Reassured, he travels on, arrives at a well, makes enquiries and ascertains that this is indeed where his kinsfolk live. Rachel (his niece) arrives with her father’s sheep. Jacob rolls the stone off the mouth of the well and in watering her flocks unstops his own emotions too — kissing Rachel and bursting into tears.

Why the tears? Is Jacob happy or sad? The traditional commentators hypothesise: Radak remarks that it’s not unusual for a person to cry tears of joy at a family reunion.

Sforno suggests that these are tears of regret, Jacob wishing he had met and married Rachel earlier so that by now they would have adult children.

Rashi, our foremost commentator, sees tears of sadness. He brings two explanations, in fact he selects two out of the three traditions relayed in the midrashic compendium Bereshit Rabbah.

First, says Bereshit Rabbah, Jacob feels bad at arriving empty-handed. He remembers how his own mother Rebecca was met at a well and greeted with jewellery. By comparison, this is a poor start.

Second, Jacob is saddened by a prophetic vision informing him that he and Rachel will not eventually be buried together, a poor end.

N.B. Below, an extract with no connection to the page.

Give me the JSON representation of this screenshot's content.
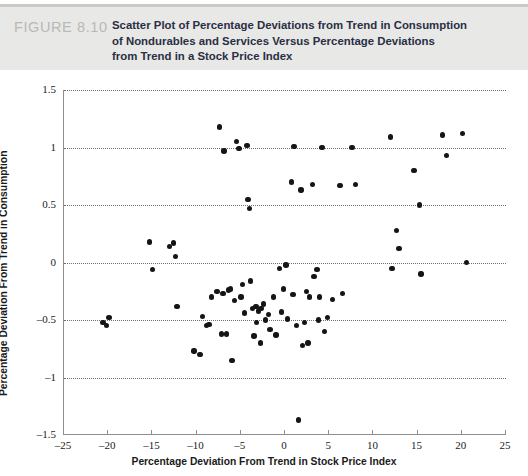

There’s a terrible and familiar ache here: every love carries with it the shadow of its own insufficiency and its own eventual sundering.

Finally, the Midrash suggests that Jacobs weeps because of the kiss. The kiss, bestowed quite innocently, is read as inappropriately licentious by the locals, who whisper to one another. This is the explanation that Rashi chooses not to bring.

This explanation muddies the waters further with a cluster of emotions: impulsivity, misunderstanding, self-consciousness and shame. And yet of course the tears also bring relief, for Jacob is making contact with a side of his family and of himself which has been repressed. These are complicated tears of integration — joy and sadness.